Return the lines exactly as they stand, from the first of the material through the line containing "The width and".
+-------+
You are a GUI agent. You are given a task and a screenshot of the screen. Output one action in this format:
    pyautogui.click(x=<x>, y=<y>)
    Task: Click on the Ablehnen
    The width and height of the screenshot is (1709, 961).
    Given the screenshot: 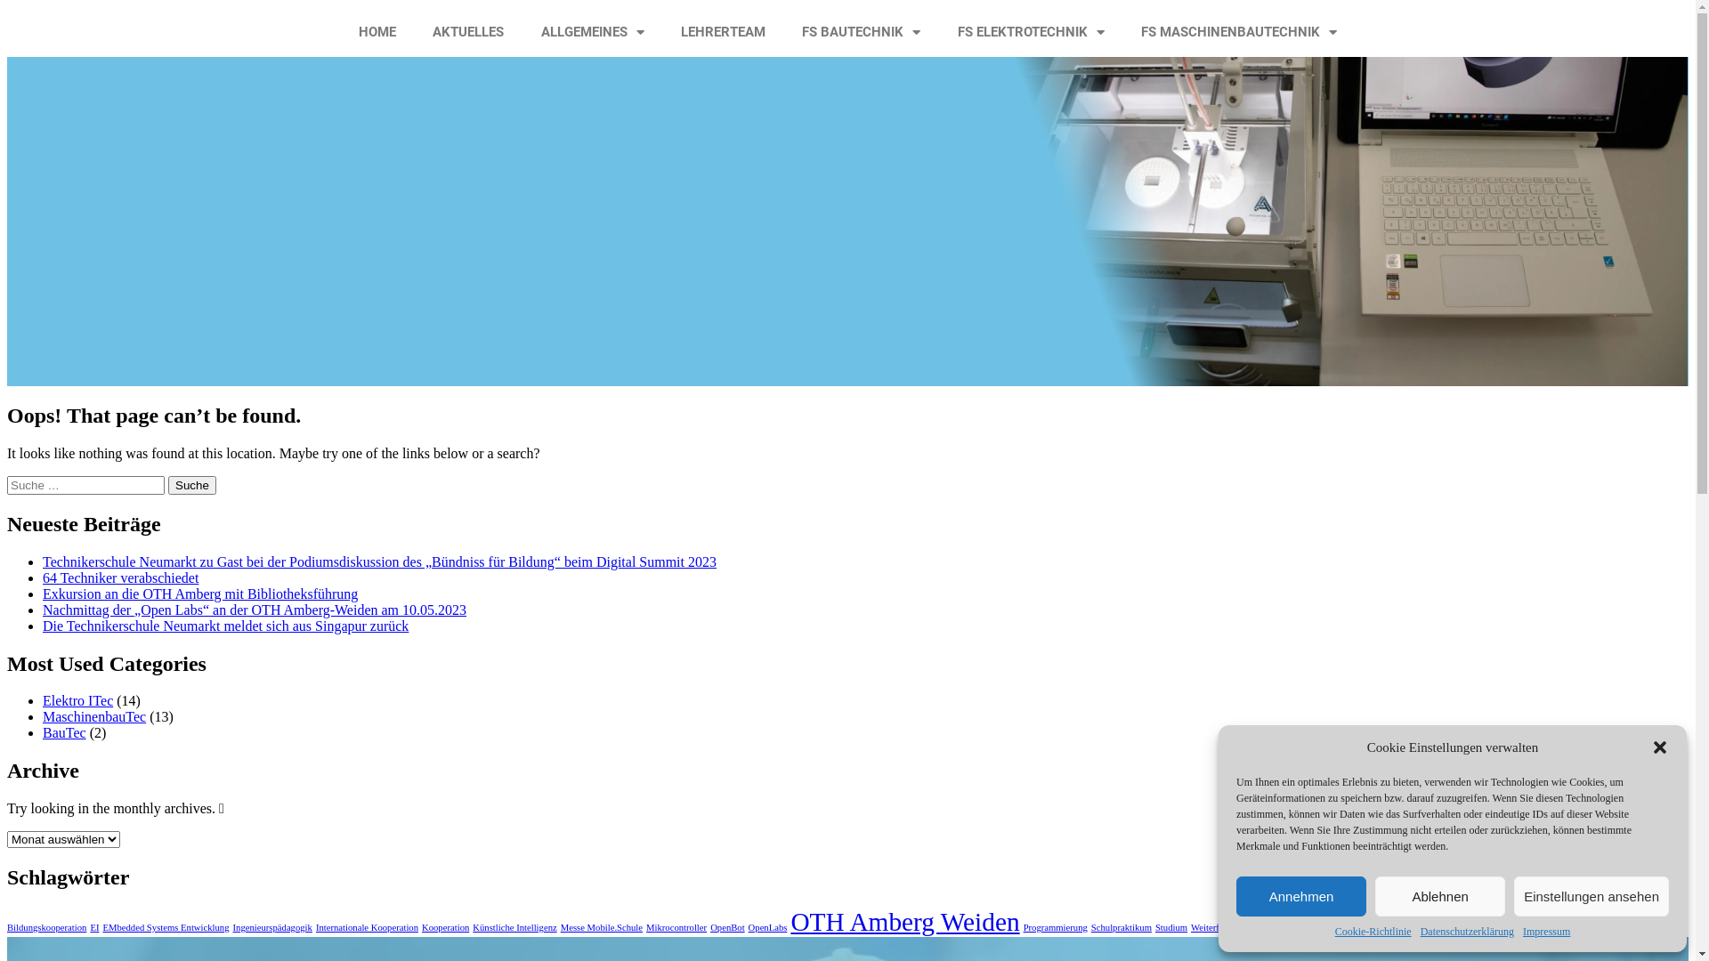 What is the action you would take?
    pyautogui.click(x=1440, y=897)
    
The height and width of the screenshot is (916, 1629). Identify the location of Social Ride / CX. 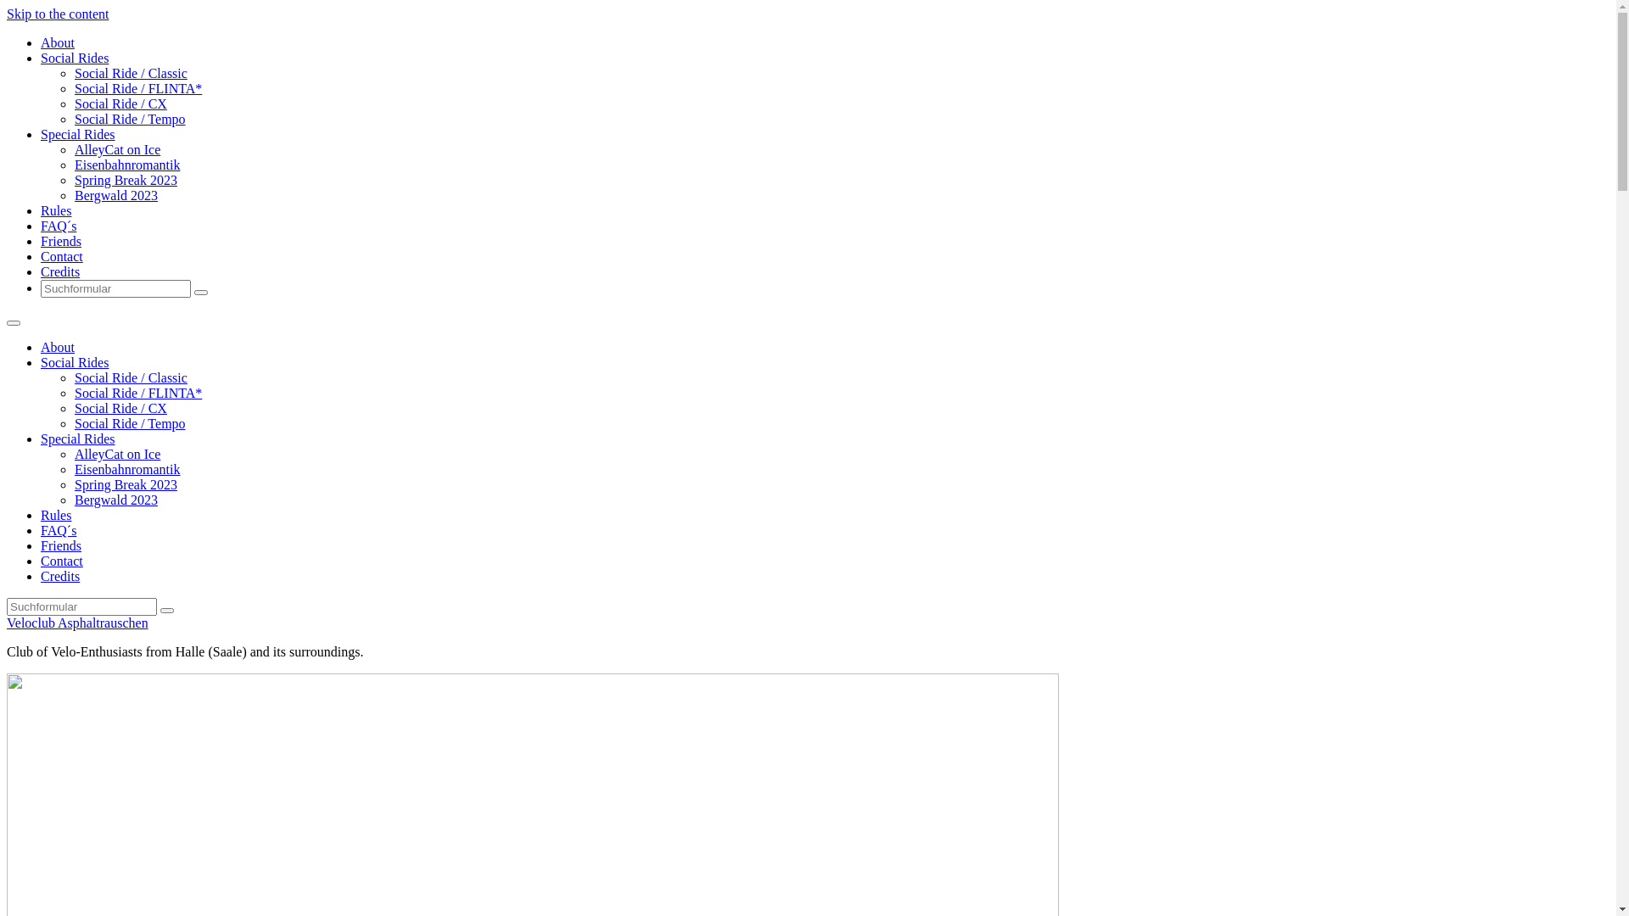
+-------+
### EXERCISE ANSWER
You are a GUI agent. You are given a task and a screenshot of the screen. Output one action in this format:
    pyautogui.click(x=<x>, y=<y>)
    Task: Click on the Ablehnen
    The width and height of the screenshot is (1709, 961).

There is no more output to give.